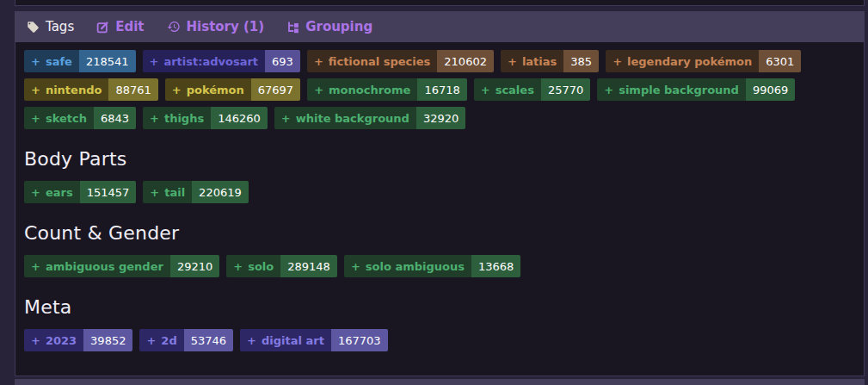  Describe the element at coordinates (370, 118) in the screenshot. I see `tag-pill: +white background32920` at that location.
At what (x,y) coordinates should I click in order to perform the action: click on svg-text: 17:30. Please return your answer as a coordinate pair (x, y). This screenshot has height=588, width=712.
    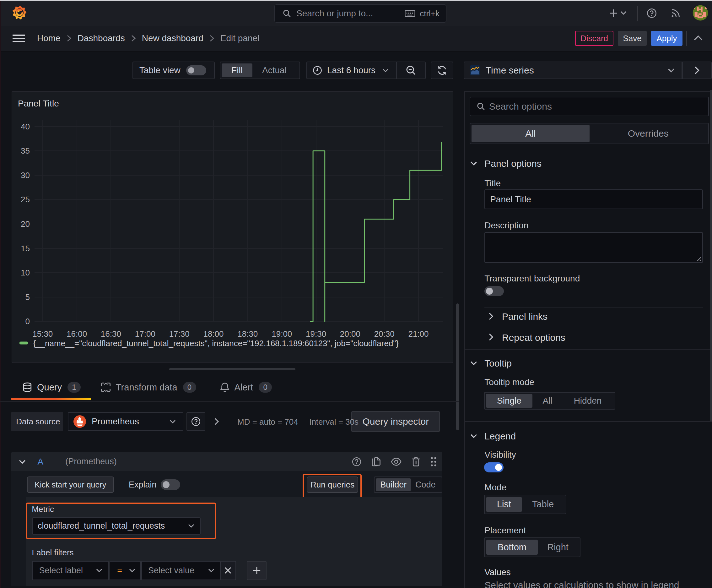
    Looking at the image, I should click on (179, 334).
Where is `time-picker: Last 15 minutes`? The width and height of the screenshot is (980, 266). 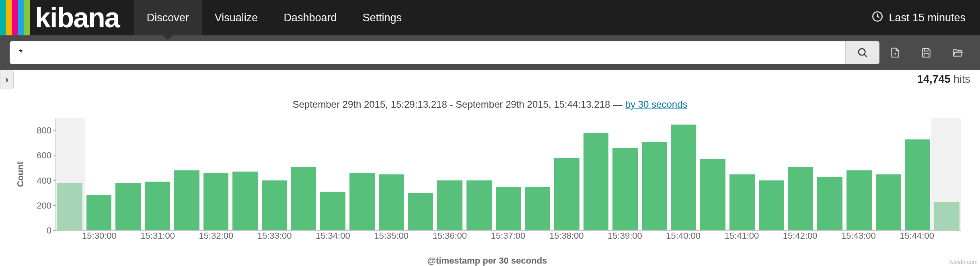
time-picker: Last 15 minutes is located at coordinates (926, 18).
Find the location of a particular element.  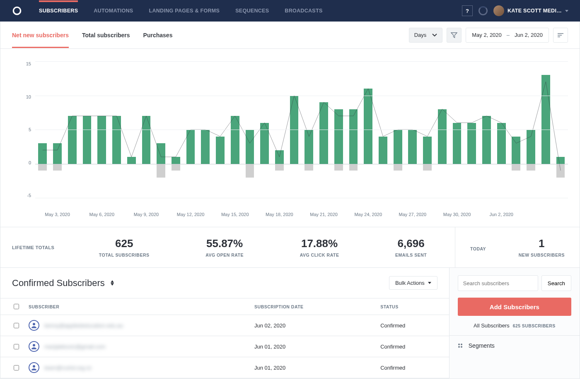

bulk-actions-button: Bulk Actions is located at coordinates (413, 283).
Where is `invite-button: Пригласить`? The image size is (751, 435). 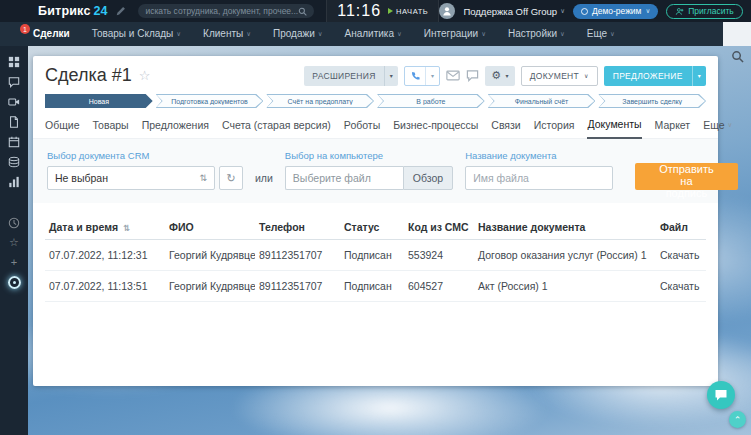
invite-button: Пригласить is located at coordinates (704, 12).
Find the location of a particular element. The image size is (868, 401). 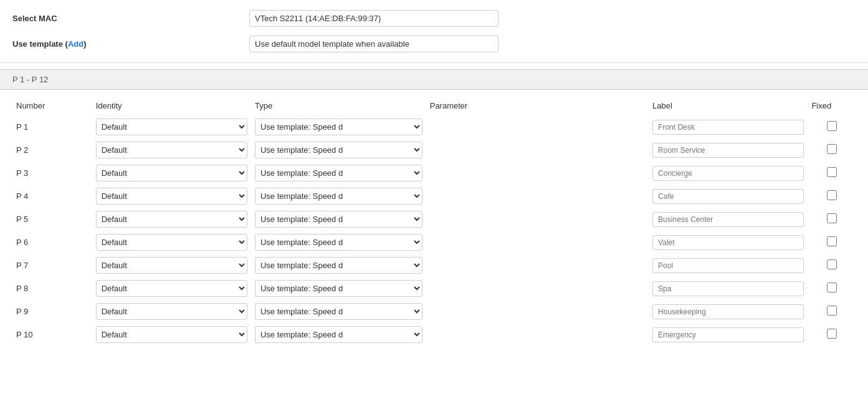

add-template-link: Add is located at coordinates (76, 44).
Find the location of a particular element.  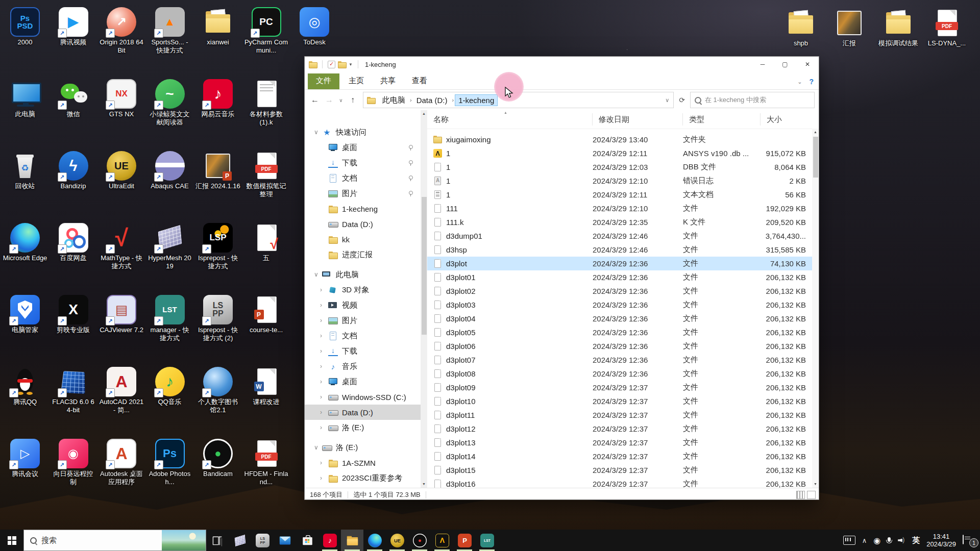

file-row-1: 12024/3/29 12:11文本文档56 KB is located at coordinates (620, 195).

━━━━━━━━

What the exercise asks
Here the requirement is to restate exactly the line holding "is (751, 435)." and every later line through the end of the material, omitting pictures.

Written response
Where is `invite-button: Пригласить`? The image size is (751, 435). 
invite-button: Пригласить is located at coordinates (704, 12).
Find the location of a particular element. The image size is (868, 401). 

add-template-link: Add is located at coordinates (76, 44).
Find the location of a particular element.  

file-row-1: 12024/3/29 12:11文本文档56 KB is located at coordinates (620, 195).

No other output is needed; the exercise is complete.